Deviant behavior has always existed online, the question is- will it continue and what can we do about it? Pew has a new report about the future of the Internetand what will happen amidst major ongoing societal issues associated with trolls, anonymity, free speech, and fake news.

There are many utopian and dystopian views- these issues are complex- but I was quoted here with a somewhat optimistic outlook:

“Bad actors and harassment will not go away, and some services may lose users for trying to aggressively eliminate these forces while others do not, but certain technologies that target underage users will be able to create ‘safe’ places where negativity will be constrained to constructive criticism. These safe places will arise through a joint effort between community policing and system designs that encourage supportive behavior. Mainstream social media services will not be initiating this – rather it will arise from youth with coding and social skills who self-identify this need for a safe space.”

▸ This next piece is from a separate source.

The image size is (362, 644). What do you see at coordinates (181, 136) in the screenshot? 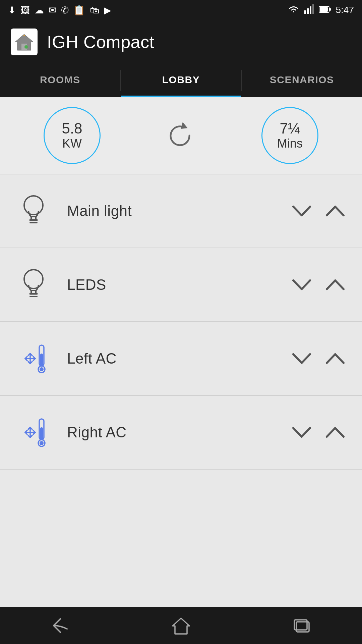
I see `metrics-row: 5.8 KW 7¼ Mins` at bounding box center [181, 136].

I provided this opinion in 2016- the good/bad news is that the issue is become so severe that mainstream social media services are just starting to take more measures. Most of these measures, however, are reactive, meaning they are things that happen after deviant content is posted. After a major fiasco related to a murder that was livestreamed, Facebook hired 3,000 people to monitor and handle disturbing content online. Twitter now allows users to filter content so they don’t see certain terms.

How does one design a supportive online environment? I begin to tackle this a bit in a new ICWSM short paper (PDF), which outlines how we designed a system where every function took into consideration what the social impact would be. We found that even small design choices- like having Hugs for feedback instead of Likes, and hiding feedback metrics on other posts so you’re not comparing yourself to others, are small steps that can be taken to nurture a supportive online norm.

I will also be discussing this in a panel at CHI with some other awesome academics who do similar and different work on this topic: Casey Fiesler, Libby Hemphill, Munmun de Choudhury, and Nathan Matias.